Good to hear! The only PETG problem I ever had problems with was an opaque white. Evidently it takes a decent amount of additives to get it to be both opaque and white, which can impact printability.
Sorry to hear that. The only thing that comes to mind is potentially print speed. Your first layer is probably pretty slow. Are your subsequent layers much faster?
No idea what system you're on, but if you're on a budget DSLR systems are the way to go IMO. F-mount lenses go back quite a ways and old glass is cheap - especially if it requires an in-body focus motor.
IMO this is the same as any other hobby. Print enough and you're likely to run into under extrusion at some point. Similarly, I can tell if doughs and batters needs more liquid or more flower by look and touch thanks to making a ton of pizza crusts and pancakes.
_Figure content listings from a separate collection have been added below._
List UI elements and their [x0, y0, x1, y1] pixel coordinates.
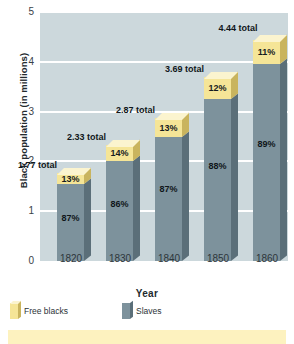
bar-label-free-blacks-1850: 12%	[204, 83, 231, 93]
y-axis-tick-label: 4	[12, 56, 34, 67]
y-axis-tick-label: 5	[12, 6, 34, 17]
bar-label-slaves-1840: 87%	[155, 184, 182, 194]
bar-label-slaves-1820: 87%	[57, 213, 84, 223]
bar-segment-slaves	[253, 64, 280, 261]
x-axis-tick-label-1840: 1840	[146, 253, 192, 264]
legend-label-slaves: Slaves	[136, 306, 162, 316]
bar-total-label-1820: 1.77 total	[0, 160, 57, 170]
legend-label-free-blacks: Free blacks	[24, 306, 68, 316]
bar-1860	[253, 40, 280, 261]
gridline	[40, 11, 288, 13]
bar-label-free-blacks-1820: 13%	[57, 174, 84, 184]
bar-label-free-blacks-1860: 11%	[253, 47, 280, 57]
y-axis-tick-label: 0	[12, 255, 34, 266]
bar-label-slaves-1860: 89%	[253, 139, 280, 149]
plot-area: 012345 87%13%1.77 total86%14%2.33 total8…	[40, 12, 288, 261]
bar-segment-slaves	[155, 137, 182, 261]
bar-total-label-1850: 3.69 total	[146, 64, 204, 74]
bar-segment-slaves	[204, 99, 231, 261]
y-axis-tick-label: 3	[12, 106, 34, 117]
x-axis-tick-label-1860: 1860	[244, 253, 290, 264]
bar-total-label-1840: 2.87 total	[97, 105, 155, 115]
chart-figure: Black population (in millions) 012345 87…	[0, 0, 294, 344]
bottom-color-band	[8, 330, 286, 344]
bar-label-free-blacks-1830: 14%	[106, 148, 133, 158]
x-axis-tick-label-1820: 1820	[48, 253, 94, 264]
bar-total-label-1830: 2.33 total	[48, 132, 106, 142]
x-axis-title: Year	[0, 288, 294, 299]
bar-label-slaves-1850: 88%	[204, 161, 231, 171]
x-axis-tick-label-1850: 1850	[195, 253, 241, 264]
bar-label-free-blacks-1840: 13%	[155, 123, 182, 133]
bar-label-slaves-1830: 86%	[106, 199, 133, 209]
x-axis-tick-label-1830: 1830	[97, 253, 143, 264]
bar-segment-slaves	[106, 161, 133, 261]
y-axis-tick-label: 1	[12, 205, 34, 216]
gridline	[40, 61, 288, 63]
bar-total-label-1860: 4.44 total	[209, 23, 267, 33]
legend-swatch-free-blacks	[10, 303, 18, 319]
legend-item-free-blacks: Free blacks	[10, 303, 68, 319]
legend-item-slaves: Slaves	[122, 303, 162, 319]
legend-swatch-slaves	[122, 303, 130, 319]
If there’s some clear sign of under extrusion it might be useful for my reference doc I use when trying to troubleshoot failed prints.
The first photo in the album looks like 'classic' under extrusion. The layer lines are largely intact, but way less material that is necessary for a solid print is present. The print has better and worse areas, which usually indicates a clog. Combine this with the fact that PETG will clog if you use too much retraction and a user that's new to PETG and retraction seems like a good place to start troubleshooting.
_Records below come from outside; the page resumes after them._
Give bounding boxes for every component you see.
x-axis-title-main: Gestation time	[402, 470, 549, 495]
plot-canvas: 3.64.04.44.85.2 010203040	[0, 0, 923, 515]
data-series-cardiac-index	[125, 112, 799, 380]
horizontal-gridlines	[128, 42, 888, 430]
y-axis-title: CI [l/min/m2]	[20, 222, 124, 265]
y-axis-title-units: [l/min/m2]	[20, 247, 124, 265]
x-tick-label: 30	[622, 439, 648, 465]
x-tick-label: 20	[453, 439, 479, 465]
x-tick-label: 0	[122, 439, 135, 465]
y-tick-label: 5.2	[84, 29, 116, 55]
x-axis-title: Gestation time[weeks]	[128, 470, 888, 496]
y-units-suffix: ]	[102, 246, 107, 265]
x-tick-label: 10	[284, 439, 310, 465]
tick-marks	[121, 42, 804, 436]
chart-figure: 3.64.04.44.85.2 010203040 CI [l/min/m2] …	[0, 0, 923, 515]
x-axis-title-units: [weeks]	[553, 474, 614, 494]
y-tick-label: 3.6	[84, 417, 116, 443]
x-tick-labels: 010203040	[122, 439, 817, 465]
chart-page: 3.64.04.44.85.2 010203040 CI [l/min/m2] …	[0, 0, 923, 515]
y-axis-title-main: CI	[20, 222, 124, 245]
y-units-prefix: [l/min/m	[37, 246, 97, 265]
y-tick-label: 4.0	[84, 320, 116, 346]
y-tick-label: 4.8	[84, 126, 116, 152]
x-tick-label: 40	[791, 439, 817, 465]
PETG isn't very tolerant of too much retraction. Given your fine first layer I suspect you're developing a clog as the print goes on, which would result in under extrusion. Turning retraction completely off will make it very easy to rule out as a possibility.
I took three history classes while I was in college. It's been a while, but I recall most of them having a paper or two and those papers counting for a pretty big chunk of you grade. The author of the article is a history teacher, so essays make some amount of sense.
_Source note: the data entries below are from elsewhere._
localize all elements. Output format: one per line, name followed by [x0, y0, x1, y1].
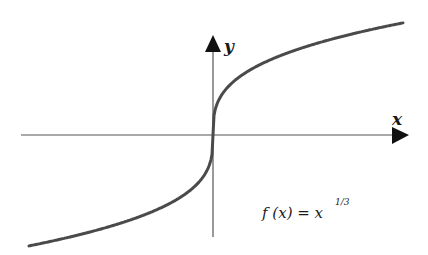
- y-axis-label: y: [223, 36, 235, 56]
- cube-root-graph: y x f (x) = x 1/3: [0, 0, 428, 255]
- formula-exponent: 1/3: [335, 197, 350, 207]
- formula-lhs: f (x) = x: [261, 204, 324, 222]
- function-formula: f (x) = x: [261, 204, 324, 222]
- x-axis-arrow-icon: [392, 127, 409, 144]
- y-axis-arrow-icon: [205, 35, 221, 52]
- x-axis-label: x: [391, 109, 403, 129]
My engineering classes were basically as you described.
I can tell my kids whatever I want. They generally trust me, but will retain some level of skepticism until they discover that my advice is valid. In this case her Dad may have suggested, "try x" but she didn't realize how effective the approach would be until she used it once.
I'm not an Apple fanboy, but arm based processors seem to be working out fairly well for them.
I own an Lenovo Yoga Slim 7x, which was one of the OG snapdragon x laptops released a (two?) and a half year(s) ago. It took a while for folks to get Linux to run on them and there's enough of a barrier to entry that it's still not very common. Most of the initial hurdles were due to Qualcomm bootloader shenanigans.
2x27" 1440 monitors with zero zoom is bliss. There's literally so much space for activities, things are nice and readable, you still have actual screens if you screen share, etc.
Very nice! The behind the scenes timelaps was a bit mind blowing to someone who understands everything you did, but could never accomplish what you accomplished.
You're 100% correct at a sane company. At my employer the hardware team is incentivised to cut costs and impacts to productivity are someon else's problem. Corporate metrics lead to some pretty hilarious situations.
I've seen that a ton with injection molded plastic, but I don't know if I've ever seen that happen on a printed part before. My prints usually break before deforming enough to get discolored.